Rush released several more albums in the ’70s that showed slow but steady sales, the most successful being 1976’s “2112,” which spent 34 weeks on Billboard’s 200 Albums chart and was certified triple platinum by the Recording Industry Assn. of America.
The 1980s were even more rewarding for the band, as “Permanent Waves” in 1980 shot to No. 4 on the Billboard album chart, and nine more studio albums reached the Top 10 up through “Snakes & Arrows” in 2007.
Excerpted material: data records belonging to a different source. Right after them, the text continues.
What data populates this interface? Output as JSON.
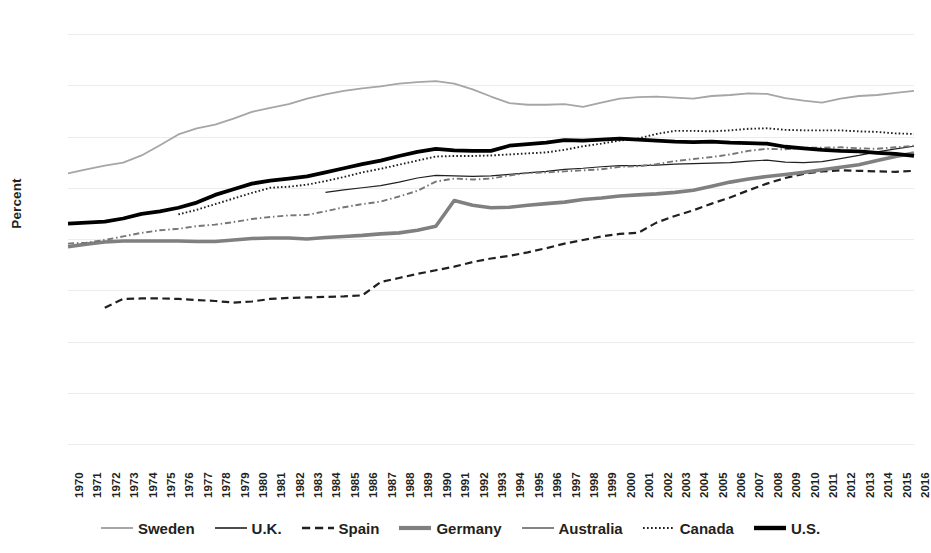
{
  "chart_data": {
    "type": "line",
    "title": "",
    "xlabel": "",
    "ylabel": "Percent",
    "ylim": [
      0,
      80
    ],
    "ytick_step": 10,
    "yticks": [
      80,
      70,
      60,
      50,
      40,
      30,
      20,
      10,
      0
    ],
    "grid": true,
    "legend_position": "bottom",
    "x": [
      1970,
      1971,
      1972,
      1973,
      1974,
      1975,
      1976,
      1977,
      1978,
      1979,
      1980,
      1981,
      1982,
      1983,
      1984,
      1985,
      1986,
      1987,
      1988,
      1989,
      1990,
      1991,
      1992,
      1993,
      1994,
      1995,
      1996,
      1997,
      1998,
      1999,
      2000,
      2001,
      2002,
      2003,
      2004,
      2005,
      2006,
      2007,
      2008,
      2009,
      2010,
      2011,
      2012,
      2013,
      2014,
      2015,
      2016
    ],
    "series": [
      {
        "name": "Sweden",
        "style": "solid",
        "color": "#a6a6a6",
        "width": 1.8,
        "values": [
          52.8,
          53.6,
          54.3,
          54.9,
          56.3,
          58.3,
          60.4,
          61.6,
          62.3,
          63.5,
          64.8,
          65.6,
          66.3,
          67.4,
          68.2,
          68.9,
          69.4,
          69.8,
          70.3,
          70.6,
          70.8,
          70.3,
          69.2,
          67.8,
          66.5,
          66.2,
          66.2,
          66.3,
          65.8,
          66.6,
          67.4,
          67.7,
          67.8,
          67.6,
          67.4,
          67.9,
          68.1,
          68.4,
          68.3,
          67.5,
          67.0,
          66.6,
          67.4,
          67.9,
          68.1,
          68.5,
          68.9
        ]
      },
      {
        "name": "U.K.",
        "style": "solid",
        "color": "#231f20",
        "width": 1.2,
        "values": [
          null,
          null,
          null,
          null,
          null,
          null,
          null,
          null,
          null,
          null,
          null,
          null,
          null,
          null,
          49.1,
          49.6,
          50.0,
          50.4,
          51.1,
          51.9,
          52.4,
          52.3,
          52.2,
          52.3,
          52.6,
          52.9,
          53.2,
          53.6,
          53.8,
          54.1,
          54.3,
          54.3,
          54.4,
          54.6,
          54.7,
          54.8,
          54.9,
          55.2,
          55.4,
          55.0,
          54.9,
          55.1,
          55.7,
          56.3,
          57.0,
          57.6,
          58.1
        ]
      },
      {
        "name": "Spain",
        "style": "dashed",
        "color": "#231f20",
        "width": 2.2,
        "values": [
          null,
          null,
          26.6,
          28.3,
          28.4,
          28.4,
          28.3,
          28.1,
          27.9,
          27.6,
          27.8,
          28.3,
          28.5,
          28.6,
          28.7,
          28.8,
          29.0,
          31.6,
          32.4,
          33.2,
          33.9,
          34.6,
          35.5,
          36.2,
          36.7,
          37.4,
          38.2,
          39.1,
          39.8,
          40.5,
          41.0,
          41.2,
          43.2,
          44.5,
          45.6,
          46.9,
          48.1,
          49.5,
          50.8,
          51.9,
          52.7,
          53.2,
          53.4,
          53.3,
          53.2,
          53.1,
          53.3
        ]
      },
      {
        "name": "Germany",
        "style": "solid",
        "color": "#808080",
        "width": 3.6,
        "values": [
          38.5,
          39.0,
          39.4,
          39.6,
          39.6,
          39.6,
          39.6,
          39.5,
          39.5,
          39.8,
          40.1,
          40.2,
          40.2,
          40.0,
          40.3,
          40.5,
          40.7,
          41.0,
          41.2,
          41.7,
          42.5,
          47.5,
          46.6,
          46.1,
          46.2,
          46.6,
          46.9,
          47.2,
          47.7,
          48.0,
          48.4,
          48.6,
          48.8,
          49.1,
          49.5,
          50.3,
          51.1,
          51.7,
          52.2,
          52.6,
          53.0,
          53.5,
          54.0,
          54.5,
          55.3,
          56.1,
          56.8
        ]
      },
      {
        "name": "Australia",
        "style": "dashdot",
        "color": "#767676",
        "width": 1.9,
        "values": [
          39.1,
          39.3,
          39.8,
          40.5,
          41.2,
          41.7,
          42.0,
          42.5,
          42.8,
          43.3,
          43.9,
          44.3,
          44.6,
          44.7,
          45.4,
          46.2,
          46.8,
          47.3,
          48.3,
          49.4,
          51.2,
          51.8,
          51.6,
          51.8,
          52.4,
          52.9,
          53.0,
          53.2,
          53.4,
          53.6,
          54.1,
          54.2,
          54.6,
          55.2,
          55.6,
          56.0,
          56.5,
          57.2,
          57.6,
          57.5,
          57.8,
          57.8,
          57.9,
          57.7,
          57.6,
          57.9,
          58.2
        ]
      },
      {
        "name": "Canada",
        "style": "dotted",
        "color": "#231f20",
        "width": 1.9,
        "values": [
          null,
          null,
          null,
          null,
          null,
          null,
          44.8,
          45.7,
          46.8,
          47.9,
          49.0,
          50.0,
          50.2,
          50.6,
          51.3,
          52.1,
          53.0,
          53.7,
          54.5,
          55.3,
          56.1,
          56.2,
          56.2,
          56.3,
          56.5,
          56.7,
          56.9,
          57.4,
          58.1,
          58.6,
          59.2,
          59.6,
          60.5,
          61.1,
          61.1,
          61.0,
          61.2,
          61.5,
          61.6,
          61.3,
          61.2,
          61.2,
          61.2,
          61.0,
          60.9,
          60.6,
          60.5
        ]
      },
      {
        "name": "U.S.",
        "style": "solid",
        "color": "#000000",
        "width": 3.8,
        "values": [
          43.0,
          43.2,
          43.4,
          44.0,
          44.9,
          45.4,
          46.1,
          47.1,
          48.6,
          49.7,
          50.8,
          51.4,
          51.8,
          52.2,
          53.0,
          53.8,
          54.6,
          55.3,
          56.2,
          57.0,
          57.6,
          57.3,
          57.2,
          57.2,
          58.2,
          58.5,
          58.8,
          59.3,
          59.2,
          59.4,
          59.6,
          59.4,
          59.2,
          59.0,
          58.9,
          59.0,
          58.8,
          58.7,
          58.6,
          58.0,
          57.7,
          57.4,
          57.2,
          57.1,
          56.8,
          56.6,
          56.2
        ]
      }
    ]
  },
  "y_axis": {
    "title": "Percent",
    "ticks": [
      "80",
      "70",
      "60",
      "50",
      "40",
      "30",
      "20",
      "10",
      "0"
    ]
  },
  "x_axis": {
    "ticks": [
      "1970",
      "1971",
      "1972",
      "1973",
      "1974",
      "1975",
      "1976",
      "1977",
      "1978",
      "1979",
      "1980",
      "1981",
      "1982",
      "1983",
      "1984",
      "1985",
      "1986",
      "1987",
      "1988",
      "1989",
      "1990",
      "1991",
      "1992",
      "1993",
      "1994",
      "1995",
      "1996",
      "1997",
      "1998",
      "1999",
      "2000",
      "2001",
      "2002",
      "2003",
      "2004",
      "2005",
      "2006",
      "2007",
      "2008",
      "2009",
      "2010",
      "2011",
      "2012",
      "2013",
      "2014",
      "2015",
      "2016"
    ]
  },
  "legend": {
    "items": [
      {
        "label": "Sweden",
        "color": "#a6a6a6",
        "style": "solid",
        "width": 2.0
      },
      {
        "label": "U.K.",
        "color": "#231f20",
        "style": "solid",
        "width": 1.6
      },
      {
        "label": "Spain",
        "color": "#231f20",
        "style": "dashed",
        "width": 2.4
      },
      {
        "label": "Germany",
        "color": "#808080",
        "style": "solid",
        "width": 4.2
      },
      {
        "label": "Australia",
        "color": "#767676",
        "style": "solid",
        "width": 1.8
      },
      {
        "label": "Canada",
        "color": "#231f20",
        "style": "dotted",
        "width": 2.0
      },
      {
        "label": "U.S.",
        "color": "#000000",
        "style": "solid",
        "width": 4.4
      }
    ]
  },
  "colors": {
    "background": "#ffffff",
    "gridline": "#ececec",
    "text": "#231f20"
  }
}
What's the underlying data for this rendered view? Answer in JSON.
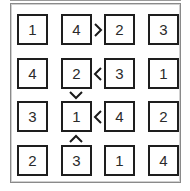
{
  "puzzle": {
    "type": "futoshiki",
    "size": 4,
    "grid": [
      [
        1,
        4,
        2,
        3
      ],
      [
        4,
        2,
        3,
        1
      ],
      [
        3,
        1,
        4,
        2
      ],
      [
        2,
        3,
        1,
        4
      ]
    ],
    "cells": {
      "r0c0": "1",
      "r0c1": "4",
      "r0c2": "2",
      "r0c3": "3",
      "r1c0": "4",
      "r1c1": "2",
      "r1c2": "3",
      "r1c3": "1",
      "r2c0": "3",
      "r2c1": "1",
      "r2c2": "4",
      "r2c3": "2",
      "r3c0": "2",
      "r3c1": "3",
      "r3c2": "1",
      "r3c3": "4"
    },
    "constraints": [
      {
        "between": [
          "r0c1",
          "r0c2"
        ],
        "symbol": ">",
        "icon": "greater-than-icon"
      },
      {
        "between": [
          "r1c1",
          "r1c2"
        ],
        "symbol": "<",
        "icon": "less-than-icon"
      },
      {
        "between": [
          "r1c1",
          "r2c1"
        ],
        "symbol": "v",
        "icon": "chevron-down-icon"
      },
      {
        "between": [
          "r2c1",
          "r2c2"
        ],
        "symbol": "<",
        "icon": "less-than-icon"
      },
      {
        "between": [
          "r2c1",
          "r3c1"
        ],
        "symbol": "^",
        "icon": "chevron-up-icon"
      }
    ]
  },
  "colors": {
    "cell_border": "#1e1e1e",
    "frame_border": "#8a8a8a",
    "digit": "#2a2a2a",
    "background": "#ffffff"
  }
}
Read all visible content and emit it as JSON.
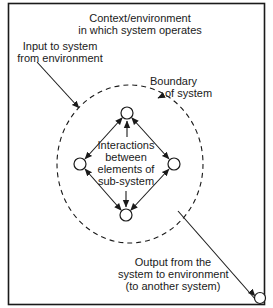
{
  "diagram": {
    "type": "system-context-diagram",
    "labels": {
      "context_line1": "Context/environment",
      "context_line2": "in which system operates",
      "input_line1": "Input to system",
      "input_line2": "from environment",
      "boundary_line1": "Boundary",
      "boundary_line2": "of system",
      "interactions_line1": "Interactions",
      "interactions_line2": "between",
      "interactions_line3": "elements of",
      "interactions_line4": "sub-system",
      "output_line1": "Output from the",
      "output_line2": "system to environment",
      "output_line3": "(to another system)"
    },
    "nodes": [
      {
        "id": "top",
        "role": "sub-system element"
      },
      {
        "id": "left",
        "role": "sub-system element"
      },
      {
        "id": "right",
        "role": "sub-system element"
      },
      {
        "id": "bottom",
        "role": "sub-system element"
      },
      {
        "id": "external",
        "role": "another system"
      }
    ],
    "edges": [
      {
        "from": "top",
        "to": "left",
        "type": "bidirectional"
      },
      {
        "from": "top",
        "to": "right",
        "type": "bidirectional"
      },
      {
        "from": "bottom",
        "to": "left",
        "type": "bidirectional"
      },
      {
        "from": "bottom",
        "to": "right",
        "type": "bidirectional"
      },
      {
        "from": "interactions-label",
        "to": "top",
        "type": "arrow"
      },
      {
        "from": "interactions-label",
        "to": "bottom",
        "type": "arrow"
      },
      {
        "from": "environment",
        "to": "system-boundary",
        "type": "input-arrow"
      },
      {
        "from": "system-boundary",
        "to": "external",
        "type": "output-arrow"
      }
    ],
    "colors": {
      "stroke": "#1a1a1a",
      "background": "#ffffff"
    }
  }
}
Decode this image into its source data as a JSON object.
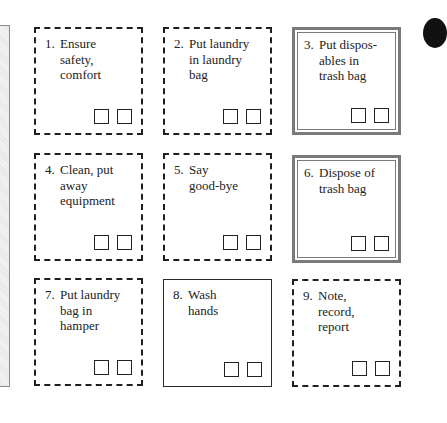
{
  "diagram": {
    "type": "procedure-checklist-grid",
    "steps": [
      {
        "number": "1.",
        "label": "Ensure\nsafety,\ncomfort",
        "border": "dashed"
      },
      {
        "number": "2.",
        "label": "Put laundry\nin laundry\nbag",
        "border": "dashed"
      },
      {
        "number": "3.",
        "label": "Put dispos-\nables in\ntrash bag",
        "border": "double"
      },
      {
        "number": "4.",
        "label": "Clean, put\naway\nequipment",
        "border": "dashed"
      },
      {
        "number": "5.",
        "label": "Say\ngood-bye",
        "border": "dashed"
      },
      {
        "number": "6.",
        "label": "Dispose of\ntrash bag",
        "border": "double"
      },
      {
        "number": "7.",
        "label": "Put laundry\nbag in\nhamper",
        "border": "dashed"
      },
      {
        "number": "8.",
        "label": "Wash\nhands",
        "border": "solid"
      },
      {
        "number": "9.",
        "label": "Note,\nrecord,\nreport",
        "border": "dashed"
      }
    ],
    "checkboxes_per_step": 2,
    "colors": {
      "dashed_border": "#1f1f1f",
      "double_border": "#7a7a7a",
      "side_panel": "#e6e6e6"
    }
  }
}
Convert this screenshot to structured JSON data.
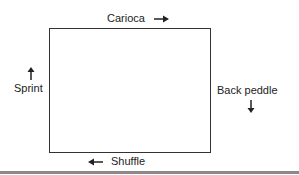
{
  "diagram": {
    "type": "agility-drill-rectangle",
    "top": {
      "label": "Carioca",
      "arrow": "right"
    },
    "right": {
      "label": "Back peddle",
      "arrow": "down"
    },
    "bottom": {
      "label": "Shuffle",
      "arrow": "left"
    },
    "left": {
      "label": "Sprint",
      "arrow": "up"
    }
  }
}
In a 2015 interview with Drumhead Magazine, Peart said: “Lately Olivia [his daughter] has been introducing me to new friends at school as ‘My dad — he’s a retired drummer.’ True to say — funny to hear. And it does not pain me to realize that, like all athletes, there comes a time to ... take yourself out of the game. I would rather set it aside than face the predicament described in our song ‘Losing It.’”
But that was far from the first time he’d referenced the idea of retirement. In his 2002 autobiography, “Ghost Rider: Travels on the Healing Road,” he revealed that he had told his bandmates to “consider me retired” at least as far back as 1997 at the funeral of his daughter Selena Taylor. She was killed at 19 in an automobile accident in Brighton, Ontario.
Peart attributed that loss to the death 10 months later of his wife, Jacqueline Taylor. She had also battled cancer, but Peart said he believed she had died of a broken heart because of their daughter’s death.
In 2013, the band was voted into the Rock and Roll Hall of Fame. “Today, Rush is cited as an influence by such diverse bands as Metallica, Foo Fighters, Nine Inch Nails, Rage Against the Machine, Primus, Pantera, Tool, Death Cab for Cutie, the Mars Volta, the Smashing Pumpkins, Queensryche and Dream Theatre,” critic Rob Bowman wrote for the threesome’s induction. “Metallica’s Kirk Hammett calls Rush ‘the high priests of conceptual rock.’”
In his induction speech for the group, Nirvana and Foo Fighters founding member Dave Grohl fed the numerous Rush fans on hand in Los Angeles what they wanted to hear after complaining vociferously about its absence from the hall for 13 years since it became eligible in 1999:
“The world is full of mysteries,” Grohl said from the stage. “Robert Johnson and the deal he made with the devil at midnight; Paul McCartney’s death in 1966 and his replacement by an exact double; Elvis sightings, Jim Morrison sightings, Axl Rose sightings. But there’s one mystery that has eclipsed them all,” eliciting a round of cheers from the Rush faithful.
At the ceremony in Los Angeles, Lifeson humorously skewered the whole process with a speech in which he repeated the phrase “Blah, blah, blah” during the group’s turn at the microphone.
News on Friday of Peart’s death quickly sparked a deluge of responses from fellow musicians.
Beach Boys creative leader Brian Wilson credited him as “one of the great drummers” and wrote, “I feel real bad about this — he was way too young” on his Twitter feed.
Black Sabbath founding member Geezer Butler tweeted, “Sad to hear of Neil Peart passing. RIP.”
Actor-musician Jack Black wrote, “The Master will be missed — Neil Peart RIP #RushForever.”
Peart is survived by his wife, Carrie, and their daughter, Olivia Louise Peart.